Tomorrow: Chat With Ted Rall About His New Book, 'After We Kill You, We Will Welcome You Back As Honored Guests'
“Reporters should strive for the impossible: objectivity.” At least an independent correspondent has a shot at unvarnished impressions, formed in his mind’s eye.
Ted Rall will be here at 1 p.m. Eastern tomorrow to talk about his new book, in which he describes how he and two other cartoonists slipped into Afghanistan as unembedded journalists, in search of the oil pipeline Michael Moore talked about in Farenheit 911. On the way, he talks to people and gets a much different view about what America is doing in Afghanistan. You can talk to him tomorrow at 1 pm. EST, when he will take your questions.
Here's an excerpt from Peter Lewis' recent review:
What do Afghanistan and Charlie Brown have in common? Somebody is always picking on them. Charlie had Lucy, and Afghanistan had everybody else. Invasion after invasion: 1219, 1370, 1526, 1713, 1738, 1837, 1842, 1879, 1919, 1979, 2001– and the Afghans didn’t start one of them; they had enough on their hands with the local turf wars that flared up every few weeks. Wars are the abiding nature of Afghanistan: they don’t end, they just fade away, then return, like malaria. Genghis Khan came through and laid waste, so too Tamerlane, Babur, Gurgis Khan; Great Britain wanted a buffer state (the First Anglo-Afghan War, the Second Anglo-Afghan War, the Third Anglo-Afghan War – that, friends, is tenacity), the Soviet Union wanted a warm water port via Afghanistan to Karachi, Pakistan, and the United States wanted… what?
Good question, one that journalist/cartoonist Ted Rall seeks to answer in his both mordant and discerning – as good a combination as time and money – After We Kill You, We Will Welcome You Back as Honored Guests: Unembedded in Afghanistan.
Rall slipped into Afghanistan once before, at the very start of the American invasion in 2001, via Tajikistan. He did the same this time, having cobbled together a pitiful bankroll, with two journalist/cartoonist friends. An independent spirit, he had no intention of being embedded with American troops. He wanted to be on the ground, using his wits and contacts, filing distilled dispatches from the rough, along with his cartoons – crude as a blunt pencil, his very own ontological-hysteric theater – recounting the day’s events (he had a finicky scanner, unfortunately, not a trusty carrier pigeon).
He knew that to be embedded was a crippling metaphorical act, to be in bed with the military, subject to military censorship. “Our job is to win the war,” said a Marine colonel in 2003. “Part of that is information warfare. So we are going to attempt to dominate the information environment.”
Rall is a reporter you can trust. If you know anything about Afghanistan and American foreign policy, what he writes and cartoons chimes with your familiarity and experience. (Which begs the question, if other reporters get so much wrong in places we know about, what are we supposed to believe in reports for places outside our knowledge?) He plays hard; he gets dirty. He finds himself in precarious situations. He never gets bored, because the path hasn’t been swept for him, as it has the drop-in reporters looking like they just got out of bed. Rall may not be an Old Afghan Hand, but he knows how to use a squat toilet. (Toilet paper? What toilet paper?) He will tell the story as he sees it, informed by what he knows of history. “Reporters should strive for the impossible: objectivity.” At least an independent correspondent has a shot at unvarnished impressions, formed in his mind’s eye.
As Rall sees it, there is a new military paradigm – you can almost hear the policy wonks squeal with delight – at work, and has been for a little while, one that operates on the principle of occupation without annexation. It doesn’t work. It hasn’t worked from Korea to the Gulf War. Afghanistan is a textbook case. They set up a puppet government headed by a man with no local support; they fail to restore law and order; hearts and minds were won nowhere but at Blackwater and Halliburton (Dick Cheney, former chairman and CEO); infrastructure is left in ruins; ten year olds play with AK-47s, occasionally killing the odd passerby. Why don’t these kids get balls to play with, or marbles? Because marbles are in short supply, such is their demand for suicide vests.
But just because we aren’t “annexing” these lands doesn’t mean we save lots of money, notes Rall. “We spend 54 percent of the federal budget on “defense.” What we have here, writes Rall, is the “politics of disruption” – as in disrupting potentially emerging regional rivals – "the core of an aggressive form of neocolonialism, the quest not for old-fashioned empire but postmodern open markets ripe for exploitation by international corporations.” As newly discovered deposits, “including huge veins of iron, copper, cobalt, gold and critical industrial metals like lithium,” are revealed, suddenly China and Russia – suffering from early onset Alzheimer’s – are showing interest.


The task: Exactly as they stand, copy the lines from the one containing "Find all labels, buttons, inputs, and" to the final line of the data; leave out the pictures.

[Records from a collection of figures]
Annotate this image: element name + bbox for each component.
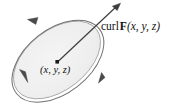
figure-canvas <box>0 0 169 111</box>
point-coordinates-text: (x, y, z) <box>40 64 70 75</box>
point-coordinates-label: (x, y, z) <box>40 65 70 76</box>
disk-group <box>0 6 115 111</box>
circulation-arrowhead-top <box>28 18 39 25</box>
curl-operator-text: curl <box>101 20 119 32</box>
disk-surface <box>0 6 115 111</box>
vector-field-symbol: F <box>120 20 127 32</box>
curl-arguments-text: (x, y, z) <box>127 20 160 32</box>
curl-diagram-figure: curl F(x, y, z) (x, y, z) <box>0 0 169 111</box>
curl-vector-label: curl F(x, y, z) <box>101 21 160 33</box>
circulation-arrowhead-right <box>99 73 106 84</box>
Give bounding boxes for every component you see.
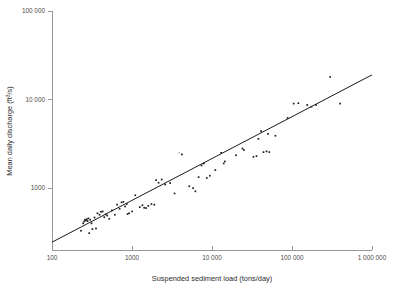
- data-point: [161, 179, 163, 181]
- data-point: [275, 135, 277, 137]
- x-tick-label: 1 000 000: [358, 254, 387, 261]
- data-point: [169, 182, 171, 184]
- data-point: [83, 221, 85, 223]
- y-axis-title: Mean daily discharge (ft3/s): [5, 86, 14, 175]
- data-point: [164, 184, 166, 186]
- x-axis-ticks: 100100010 000100 0001 000 000: [47, 246, 387, 262]
- x-tick-label: 10 000: [202, 254, 222, 261]
- data-point: [214, 169, 216, 171]
- data-point: [99, 214, 101, 216]
- data-point: [145, 207, 147, 209]
- data-point: [97, 212, 99, 214]
- data-point: [111, 210, 113, 212]
- data-point: [124, 206, 126, 208]
- data-point: [127, 213, 129, 215]
- data-point: [192, 187, 194, 189]
- data-point: [106, 215, 108, 217]
- data-point: [147, 205, 149, 207]
- data-point: [293, 103, 295, 105]
- data-point: [235, 154, 237, 156]
- x-axis-title: Suspended sediment load (tons/day): [152, 274, 272, 283]
- scatter-plot-svg: 100100010 000100 0001 000 000 100010 000…: [0, 0, 399, 291]
- data-point: [100, 211, 102, 213]
- data-point: [142, 204, 144, 206]
- data-point: [105, 214, 107, 216]
- data-point: [209, 175, 211, 177]
- data-point: [123, 201, 125, 203]
- data-point: [198, 176, 200, 178]
- data-point: [223, 163, 225, 165]
- data-point: [95, 228, 97, 230]
- data-point: [114, 214, 116, 216]
- data-point: [220, 152, 222, 154]
- data-point: [126, 203, 128, 205]
- y-axis-ticks: 100010 000100 000: [22, 7, 52, 191]
- data-point: [297, 102, 299, 104]
- data-point: [119, 208, 121, 210]
- data-point: [151, 203, 153, 205]
- data-point: [201, 165, 203, 167]
- data-point: [263, 151, 265, 153]
- data-point: [86, 218, 88, 220]
- data-point: [178, 152, 180, 154]
- data-point: [188, 185, 190, 187]
- y-tick-label: 100 000: [22, 7, 46, 14]
- data-point: [80, 230, 82, 232]
- y-axis-title-tail: /s): [5, 86, 14, 94]
- data-point: [103, 216, 105, 218]
- x-tick-label: 100 000: [280, 254, 304, 261]
- data-point: [329, 76, 331, 78]
- data-point: [287, 117, 289, 119]
- data-point: [155, 179, 157, 181]
- data-point: [94, 217, 96, 219]
- data-point: [158, 182, 160, 184]
- y-tick-label: 10 000: [25, 96, 45, 103]
- data-point: [339, 103, 341, 105]
- data-point: [91, 222, 93, 224]
- data-point: [102, 211, 104, 213]
- chart-figure: 100100010 000100 0001 000 000 100010 000…: [0, 0, 399, 291]
- y-tick-label: 1000: [31, 184, 46, 191]
- data-point: [139, 206, 141, 208]
- data-point: [89, 219, 91, 221]
- data-point: [256, 155, 258, 157]
- data-point: [243, 149, 245, 151]
- data-point: [195, 190, 197, 192]
- data-point: [143, 207, 145, 209]
- y-axis-title-group: Mean daily discharge (ft3/s): [5, 86, 14, 175]
- data-point: [224, 161, 226, 163]
- data-point: [121, 202, 123, 204]
- data-point: [206, 177, 208, 179]
- data-point: [268, 151, 270, 153]
- data-point: [128, 212, 130, 214]
- data-point: [181, 154, 183, 156]
- data-point: [134, 194, 136, 196]
- data-point: [311, 106, 313, 108]
- data-point: [253, 156, 255, 158]
- data-point: [92, 228, 94, 230]
- x-tick-label: 1000: [125, 254, 140, 261]
- data-point: [87, 220, 89, 222]
- data-point: [131, 211, 133, 213]
- data-point: [266, 151, 268, 153]
- data-point: [306, 104, 308, 106]
- data-point: [88, 232, 90, 234]
- data-point: [153, 204, 155, 206]
- y-axis-title-base: Mean daily discharge (ft: [5, 97, 14, 175]
- data-point: [82, 222, 84, 224]
- regression-line-segment: [52, 75, 372, 242]
- data-point: [258, 138, 260, 140]
- regression-line: [52, 75, 372, 242]
- data-point: [174, 193, 176, 195]
- data-point: [108, 218, 110, 220]
- data-point: [116, 204, 118, 206]
- data-point: [315, 104, 317, 106]
- data-point: [267, 133, 269, 135]
- data-point: [260, 130, 262, 132]
- data-points: [80, 76, 341, 234]
- data-point: [203, 163, 205, 165]
- data-point: [88, 218, 90, 220]
- x-tick-label: 100: [47, 254, 58, 261]
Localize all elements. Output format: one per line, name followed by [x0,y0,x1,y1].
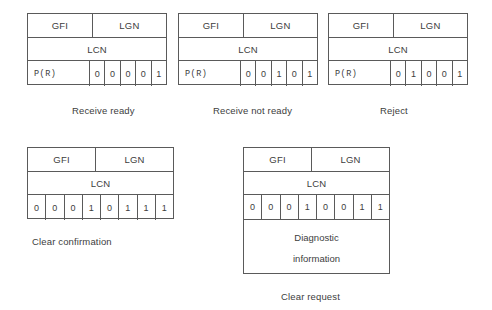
diagnostic-line-1: Diagnostic [294,227,338,248]
bit-cell: 0 [244,195,262,219]
packet-lcn-row: LCN [28,172,173,195]
bit-cell: 0 [101,195,119,220]
bit-cell: 0 [281,195,299,219]
packet-type-row: P(R) 0 0 1 0 1 [179,61,317,86]
field-lcn: LCN [329,38,467,60]
bit-cell: 0 [28,195,46,220]
bit-cell: 0 [335,195,353,219]
bit-cell: 1 [152,61,166,86]
packet-lcn-row: LCN [28,38,166,61]
field-pr: P(R) [329,61,391,86]
field-lcn: LCN [179,38,317,60]
bit-cell: 0 [422,61,437,86]
bit-cell: 1 [453,61,467,86]
field-lgn: LGN [244,14,317,37]
packet-receive-ready: GFI LGN LCN P(R) 0 0 0 0 1 [27,13,167,85]
bit-cell: 0 [105,61,120,86]
bit-cell: 1 [354,195,372,219]
packet-clear-request: GFI LGN LCN 0 0 0 1 0 0 1 1 Diagnostic i… [243,147,390,274]
bit-cell: 0 [121,61,136,86]
bit-cell: 0 [241,61,256,86]
bit-cell: 0 [136,61,151,86]
field-gfi: GFI [244,148,312,171]
caption-clear-confirmation: Clear confirmation [32,236,112,247]
packet-header-row: GFI LGN [179,14,317,38]
bit-cell: 1 [372,195,389,219]
field-gfi: GFI [329,14,394,37]
bit-cell: 0 [317,195,335,219]
bit-cell: 0 [90,61,105,86]
field-lcn: LCN [244,172,389,194]
packet-header-row: GFI LGN [28,14,166,38]
field-pr: P(R) [28,61,90,86]
field-gfi: GFI [179,14,244,37]
field-pr: P(R) [179,61,241,86]
caption-receive-not-ready: Receive not ready [213,105,292,116]
bit-cell: 0 [256,61,271,86]
packet-diagnostic-row: Diagnostic information [244,220,389,275]
field-lgn: LGN [93,14,166,37]
packet-lcn-row: LCN [329,38,467,61]
bit-cell: 0 [46,195,64,220]
packet-reject: GFI LGN LCN P(R) 0 1 0 0 1 [328,13,468,85]
bit-cell: 0 [287,61,302,86]
field-gfi: GFI [28,148,96,171]
field-lcn: LCN [28,172,173,194]
bit-cell: 0 [65,195,83,220]
caption-clear-request: Clear request [281,291,340,302]
caption-receive-ready: Receive ready [72,105,135,116]
packet-type-row: P(R) 0 1 0 0 1 [329,61,467,86]
field-lcn: LCN [28,38,166,60]
field-lgn: LGN [312,148,389,171]
packet-receive-not-ready: GFI LGN LCN P(R) 0 0 1 0 1 [178,13,318,85]
caption-reject: Reject [380,105,408,116]
packet-type-row: 0 0 0 1 0 0 1 1 [244,195,389,220]
diagnostic-line-2: information [293,248,340,269]
bit-cell: 1 [299,195,317,219]
bit-cell: 0 [391,61,406,86]
field-lgn: LGN [96,148,173,171]
field-gfi: GFI [28,14,93,37]
packet-clear-confirmation: GFI LGN LCN 0 0 0 1 0 1 1 1 [27,147,174,219]
packet-format-diagram: GFI LGN LCN P(R) 0 0 0 0 1 Receive ready… [0,0,492,310]
bit-cell: 1 [138,195,156,220]
bit-cell: 1 [119,195,137,220]
packet-lcn-row: LCN [244,172,389,195]
packet-header-row: GFI LGN [329,14,467,38]
bit-cell: 0 [437,61,452,86]
packet-lcn-row: LCN [179,38,317,61]
bit-cell: 1 [303,61,317,86]
bit-cell: 1 [156,195,173,220]
bit-cell: 1 [83,195,101,220]
bit-cell: 0 [262,195,280,219]
packet-type-row: 0 0 0 1 0 1 1 1 [28,195,173,220]
packet-header-row: GFI LGN [28,148,173,172]
field-lgn: LGN [394,14,467,37]
bit-cell: 1 [272,61,287,86]
bit-cell: 1 [406,61,421,86]
packet-type-row: P(R) 0 0 0 0 1 [28,61,166,86]
packet-header-row: GFI LGN [244,148,389,172]
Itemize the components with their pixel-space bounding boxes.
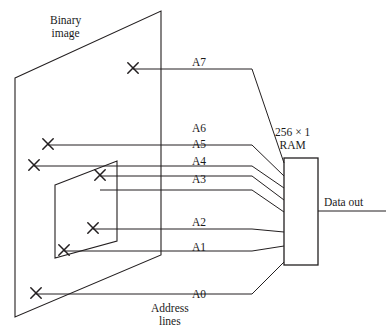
ram-group — [284, 158, 386, 265]
address-label-a1: A1 — [192, 241, 206, 254]
binary-image-plane — [15, 11, 161, 317]
address-line-a7 — [133, 69, 284, 163]
sample-point-a6-icon — [43, 139, 53, 149]
address-label-a3: A3 — [192, 173, 206, 186]
sample-point-a4-a3-icon — [95, 170, 105, 180]
address-line-a2 — [93, 229, 284, 232]
address-label-a0: A0 — [192, 288, 206, 301]
sample-point-a5-icon — [29, 160, 39, 170]
address-line-a3 — [100, 190, 284, 212]
sample-marker-group — [29, 63, 138, 298]
data-out-label: Data out — [324, 196, 363, 209]
address-label-a7: A7 — [192, 56, 206, 69]
image-plane-group — [15, 11, 161, 317]
binary-image-label: Binary image — [50, 14, 81, 40]
ram-block — [284, 158, 318, 265]
sample-point-a7-icon — [128, 63, 138, 73]
address-label-a4: A4 — [192, 155, 206, 168]
address-label-a5: A5 — [192, 138, 206, 151]
address-line-a5 — [34, 166, 284, 188]
sample-point-a0-icon — [31, 288, 41, 298]
address-label-a2: A2 — [192, 216, 206, 229]
sample-point-a1-icon — [59, 245, 69, 255]
address-line-group — [34, 69, 284, 294]
address-line-a0 — [36, 262, 284, 294]
address-line-a6 — [48, 145, 284, 176]
address-label-a6: A6 — [192, 122, 206, 135]
ram-label: 256 × 1 RAM — [275, 126, 310, 152]
binary-image-ram-diagram: Binary image 256 × 1 RAM Data out Addres… — [0, 0, 392, 335]
sample-point-a2-icon — [88, 223, 98, 233]
address-lines-label: Address lines — [151, 302, 189, 328]
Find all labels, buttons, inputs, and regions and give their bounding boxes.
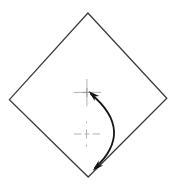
pivot-crosshair [74, 79, 102, 106]
rotation-diagram-canvas [0, 0, 176, 185]
center-mark-crosshair [74, 122, 100, 147]
square-outline [9, 13, 166, 177]
rotation-arrow-arc [91, 94, 114, 168]
rotation-diagram [0, 0, 176, 185]
rotation-arrow [89, 91, 114, 170]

Result of this exercise:
Find all labels, buttons, inputs, and regions and give their bounding boxes.
pivot-crosshair [74, 79, 102, 106]
rotation-diagram-canvas [0, 0, 176, 185]
center-mark-crosshair [74, 122, 100, 147]
square-outline [9, 13, 166, 177]
rotation-arrow-arc [91, 94, 114, 168]
rotation-diagram [0, 0, 176, 185]
rotation-arrow [89, 91, 114, 170]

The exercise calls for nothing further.